Martha Tsigkari Dip Arch Eng (Dist), MSc (Dist), ARB, RIBA

Martha Tsigkari is a Senior Partner and Head of the Applied R+D (ARD) group at Foster + Partners. Her background spans architecture, engineering, and computer science. She has two decades of experience working in projects of all scales and uses. She is a specialist in a wide range of areas including computational design, performance-driven design, optimisation, machine learning, interfaces & interaction, design-to-production and fast feedback & integration. Her work incorporates the development of ML, optimisation and simulation tools, the introduction of integrated processes and the creation of physical interfaces. She has a particular interest in machine learning and has lead R&D related to the use of deep neural networks in the design process, to solve problems spanning from micromaterials to performance driven architectural layouts. She has also been investigating the use of Genetic Algorithms in the design pipeline, using them to develop solutions spaces that fit multi-objective criteria.

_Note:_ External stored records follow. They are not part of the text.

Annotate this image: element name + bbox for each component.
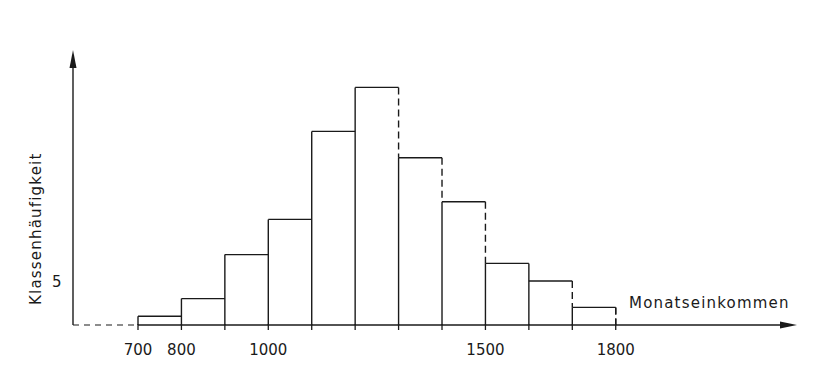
histogram-bar (442, 202, 485, 325)
x-tick-label-700: 700 (124, 341, 153, 359)
y-axis-label: Klassenhäufigkeit (27, 152, 45, 305)
histogram-bar (572, 307, 615, 325)
histogram-bars (138, 87, 616, 325)
x-tick-label-1500: 1500 (466, 341, 504, 359)
histogram-bar (529, 281, 572, 325)
histogram-bar (355, 87, 398, 325)
x-tick-label-1800: 1800 (597, 341, 635, 359)
histogram-bar (399, 158, 442, 325)
y-axis-arrow-icon (70, 50, 77, 68)
histogram-bar (138, 316, 181, 325)
histogram-bar (225, 255, 268, 325)
y-tick-label-5: 5 (52, 273, 62, 291)
histogram-bar (485, 263, 528, 325)
y-axis (70, 50, 77, 325)
x-axis-label: Monatseinkommen (629, 294, 790, 312)
x-ticks: 700800100015001800 (124, 324, 635, 359)
x-axis-arrow-icon (780, 322, 797, 329)
histogram-bar (181, 299, 224, 325)
x-tick-label-1000: 1000 (249, 341, 287, 359)
histogram-bar (268, 219, 311, 325)
histogram-bar (312, 131, 355, 325)
x-tick-label-800: 800 (167, 341, 196, 359)
histogram-chart: 700800100015001800 Klassenhäufigkeit 5 M… (0, 0, 817, 376)
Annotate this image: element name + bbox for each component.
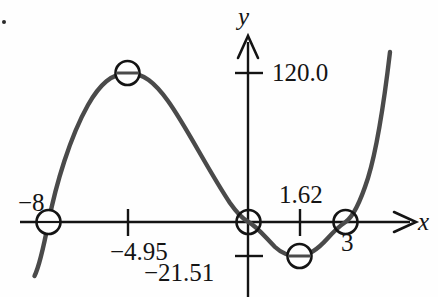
graph-figure: y x 120.0 −8 −4.95 −21.51 1.62 3 bbox=[0, 0, 438, 297]
x-axis-label: x bbox=[418, 209, 429, 234]
x-root-left-label: −8 bbox=[18, 190, 45, 215]
cubic-curve-path bbox=[35, 52, 391, 276]
y-tick-label-neg2151: −21.51 bbox=[144, 260, 214, 285]
y-tick-label-120: 120.0 bbox=[272, 60, 328, 85]
x-root-right-label: 3 bbox=[341, 230, 354, 255]
y-axis-label: y bbox=[238, 4, 249, 29]
plot-canvas bbox=[0, 0, 438, 297]
x-tick-label-162: 1.62 bbox=[279, 182, 323, 207]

Martha joined F+P in 2006, and she has since provided solutions for hundreds of diverse projects such as the new airport for Mexico City, Queen Alia Airport, Sheikh Zayed Museum, UAE’s 2015 Expo Pavilion, Lusail Iconic Stadium for the 2022 FIFA World Cup and YachtPlus. She is a member of RIBA, ARB and the Technical Chamber of Greece. In parallel she is an Associate Professor at the Bartlett, UCL, where she has been teaching at the MSc Architectural Computation since 2009. She has been a juror and presenter at various schools worldwide, including MIT, the Architectural Association, UPenn, ETHZ and Chalmers. She has taught, lectured and published on the subject of computational design internationally.